Trillion Year Spree by Brian Aldiss and David Wingrove. Now this I am thoroughly enjoying, huge rambling woolly rhinocerous of a book that it is. Aldiss has earned the right to be gloriously opinionated, but doesn’t let this get in the way of telling the history of Science Fiction as the most rumbunctious adventure. And alas Mount ToBeRead has grown a few more spurs and glaciers. For example, I must read Voyage to Arcturus right now. Which means I will have to buy it, as no library I belong to deigns to stock a copy. Philistinic bastards.

The Norton Anthology of Poetry (4th Edition).

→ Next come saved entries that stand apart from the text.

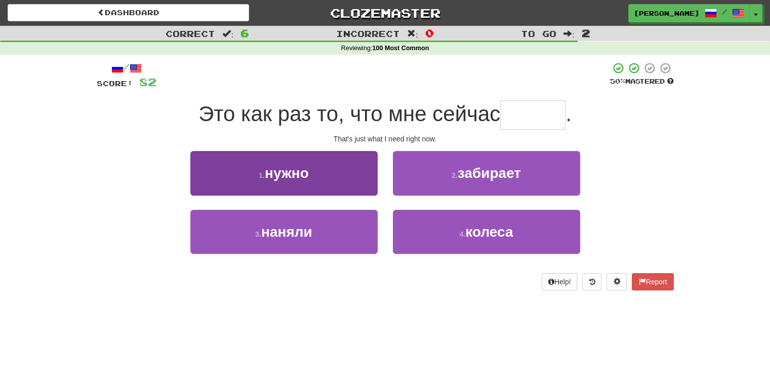 This screenshot has width=770, height=370. What do you see at coordinates (586, 33) in the screenshot?
I see `span: 2` at bounding box center [586, 33].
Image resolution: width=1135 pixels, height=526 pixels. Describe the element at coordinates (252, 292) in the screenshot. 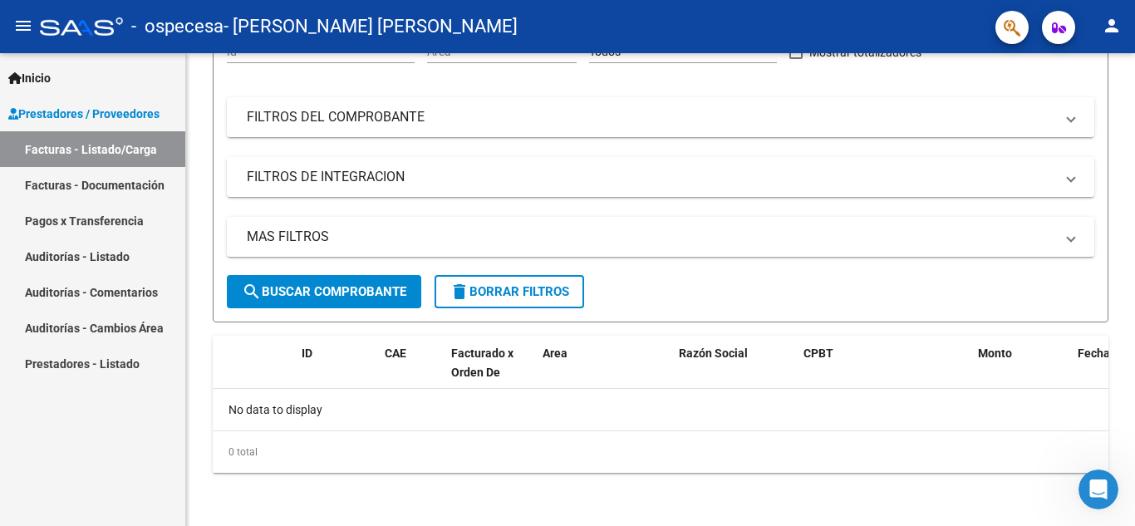

I see `mat-icon: search` at that location.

When I was an undergraduate, I longed for a copy of this with the passion of a thousand burning suns. But I was poor. I was, in fact, living on textured vegetable protein, ooh, yummy. So I’d stare at it in the bookshop until I’d nearly melted a hole in the cellophane wrap (Yes, it was a campus bookshop. They’re used to students doing their homework next to the Lit Crit shelves). Of course, now there’s a shiny 5th edition, but I got hold of the true desiderata. And do you know what? While I am grateful for the translations of the Anglo-Saxon verse, I would have preferred all the Anglo-Saxon verse as well. Because I am a raving anal-retentive pedant. And I can pronounce Anglo-Saxon. [Understand, not so much]. On the other hand, it has that enviably lovely little thing by the barely-adult AE Houseman: ‘Loveliest of trees, the cherry now/ Is hung with bloom along the bough.’ Have you seen the parks and gardens in London at the moment? Nice find.